The night was warm, still holding onto summer, and her lounge pants and tanktop were thin enough to keep her cool. Bare feet, and her arms were branches of scratch-red. She had her comm, because she wasn't so out of it that she forgot. If someone looked and she didn't answer? They'd waste time trying to find her. They couldn't waste time. Every single person they had needed to go after Ra's. Every single one. Or they'd fail, because the shadows were everywhere. She could see them.
She headed toward the light, away from the loft, and she knew the hands didn't mean Ra's knew where she lived. Safe. The loft was safe, but the hands were there, and she didn't want Ra's finding it. So she'd left, box upended and hands bleeding and rotting on the kitchen floor. The door wasn't locked, ajar, but Eddie's security would slide into place if she didn't close the door. Safe. The loft was safe, and her moving far, far, far away made it safer from the hands and the shadows that were chasing her, and she didn't want them there.
It was habit, the East End. Habit and her youth, Crime Alley as the backdrop of her life. There were lights there, scattered, and she had the momentary thought that she should go to the clinic. But, no, no it was safe there. There were women and girls and there couldn't be hands, not there.
She just needed somewhere to hide, somewhere to ride out the panic. Somewhere without shadows, and that led her to an old Egorovs brothel. Familiarity, and things were restored enough that the place was in business. She knew the pimp's father, and he let her in, no questions asked. She wasn't the Cat, not just then. She was Селайна, and that was all.
Hands.
She blinked them away, and they stopped reaching for her from the doors in the narrow hall. The backroom was filled with women, sardines in a can, and there were too many of them for shadows. They spoke the language of her youth, and there was no way Ra's was coming here.

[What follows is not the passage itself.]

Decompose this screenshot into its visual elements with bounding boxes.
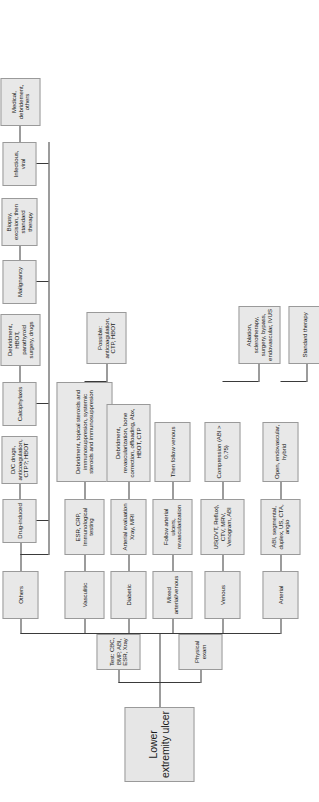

She found a corner, mattress on the floor and her back to the wall. No shadows, nothing that moved when she wasn't looking. Everyone's hands were where they should be. She tried not to blink. She tried to keep the shadows from moving behind her eyelids. Safe. It was safe here, and she'd made the right choice.
Now, she'd wait. It would pass. It would. Like zombies. Like Crane. Like every panic attack before this, this too would pass.